The Federal Reserve and the big banks fought for more than two years to keep details of the largest bailout in U.S. history a secret. Now, the rest of the world can see what it was missing.
The Fed didnt tell anyone which banks were in trouble so deep they required a combined $1.2 trillion on Dec. 5, 2008, their single neediest day. Bankers didnt mention that they took tens of billions of dollars in emergency loans at the same time they were assuring investors their firms were healthy. And no one calculated until now that banks reaped an estimated $13 billion of income by taking advantage of the Feds below-market rates, Bloomberg Markets magazine reports in its January issue.
Saved by the bailout, bankers lobbied against government regulations, a job made easier by the Fed, which never disclosed the details of the rescue to lawmakers even as Congress doled out more money and debated new rules aimed at preventing the next collapse.
A fresh narrative of the financial crisis of 2007 to 2009 emerges from 29,000 pages of Fed documents obtained under the Freedom of Information Act and central bank records of more than 21,000 transactions. While Fed officials say that almost all of the loans were repaid and there have been no losses, details suggest taxpayers paid a price beyond dollars as the secret funding helped preserve a broken status quo and enabled the biggest banks to grow even bigger.
Change Their Votes
When you see the dollars the banks got, its hard to make the case these were successful institutions, says Sherrod Brown, a Democratic Senator from Ohio who in 2010 introduced an unsuccessful bill to limit bank size. This is an issue that can unite the Tea Party and Occupy Wall Street. There are lawmakers in both parties who would change their votes now.
The size of the bailout came to light after Bloomberg LP, the parent of Bloomberg News, won a court case against the Fed and a group of the biggest U.S. banks called Clearing House Association LLC to force lending details into the open.
The Fed, headed by Chairman Ben S. Bernanke, argued that revealing borrower details would create a stigma -- investors and counterparties would shun firms that used the central bank as lender of last resort -- and that needy institutions would be reluctant to borrow in the next crisis. Clearing House Association fought Bloombergs lawsuit up to the U.S. Supreme Court, which declined to hear the banks appeal in March 2011.
$7.77 Trillion
The amount of money the central bank parceled out was surprising even to Gary H. Stern, president of the Federal Reserve Bank of Minneapolis from 1985 to 2009, who says he wasnt aware of the magnitude. It dwarfed the Treasury Departments better-known $700 billion Troubled Asset Relief Program, or TARP. Add up guarantees and lending limits, and the Fed had committed $7.77 trillion as of March 2009 to rescuing the financial system, more than half the value of everything produced in the U.S. that year.
TARP at least had some strings attached, says Brad Miller, a North Carolina Democrat on the House Financial Services Committee, referring to the programs executive-pay ceiling. With the Fed programs, there was nothing.
Bankers didnt disclose the extent of their borrowing.

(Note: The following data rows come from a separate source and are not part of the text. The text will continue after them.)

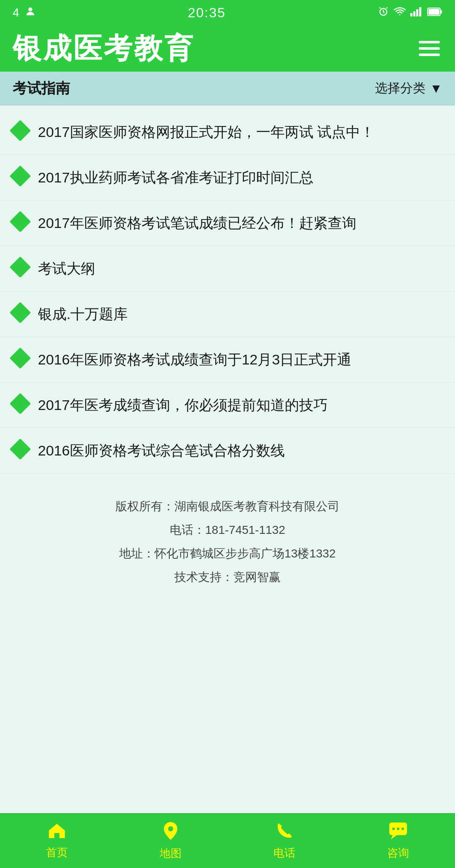  I want to click on list-item-text: 2017国家医师资格网报正式开始，一年两试 试点中！, so click(240, 132).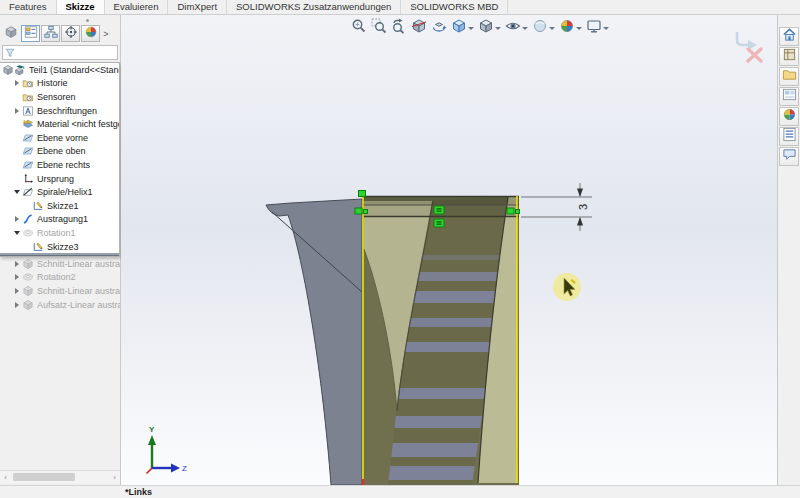  I want to click on scroll-thumb, so click(44, 477). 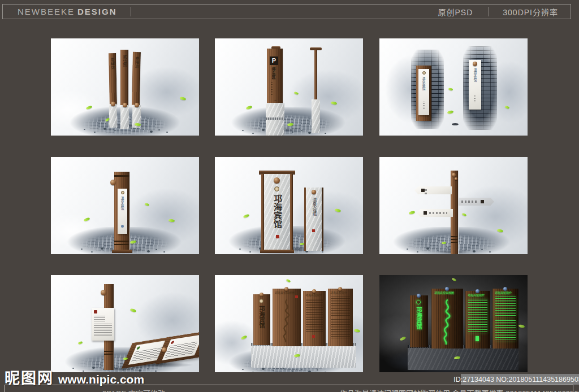 What do you see at coordinates (125, 87) in the screenshot?
I see `mockup-panel-three-steles: 壹肆柒 贰伍捌 叁陆玖` at bounding box center [125, 87].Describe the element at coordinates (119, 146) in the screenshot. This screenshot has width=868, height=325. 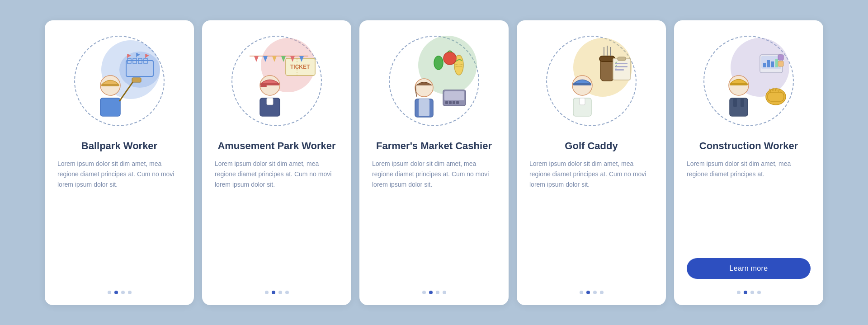
I see `card-title: Ballpark Worker` at that location.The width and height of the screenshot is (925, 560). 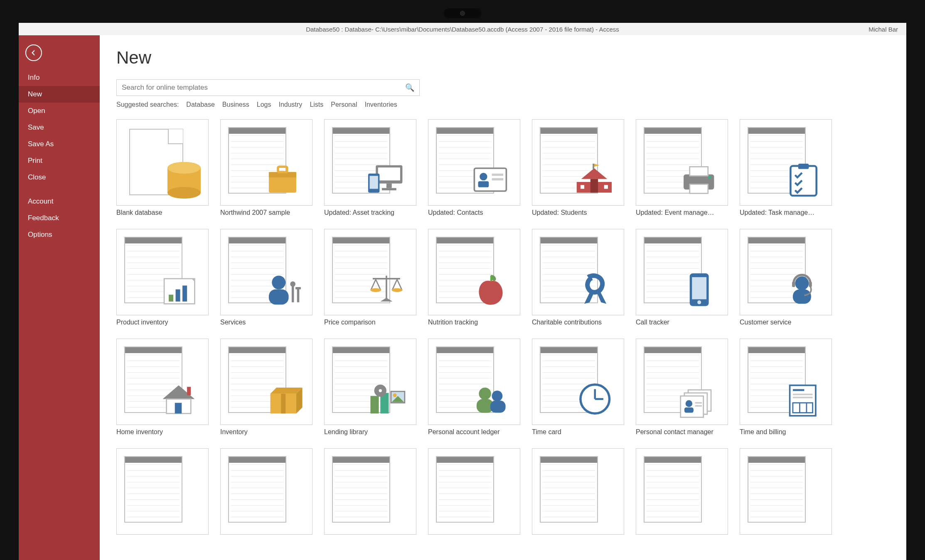 What do you see at coordinates (290, 105) in the screenshot?
I see `suggested-industry: Industry` at bounding box center [290, 105].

On Nov. 26, 2008, then-Bank of America (BAC) Corp. Chief Executive Officer Kenneth D. Lewis wrote to shareholders that he headed one of the strongest and most stable major banks in the world. He didnt say that his Charlotte, North Carolina-based firm owed the central bank $86 billion that day.
Motivate Others
JPMorgan Chase & Co. CEO Jamie Dimon told shareholders in a March 26, 2010, letter that his bank used the Feds Term Auction Facility at the request of the Federal Reserve to help motivate others to use the system. He didnt say that the New York-based banks total TAF borrowings were almost twice its cash holdings or that its peak borrowing of $48 billion on Feb. 26, 2009, came more than a year after the programs creation.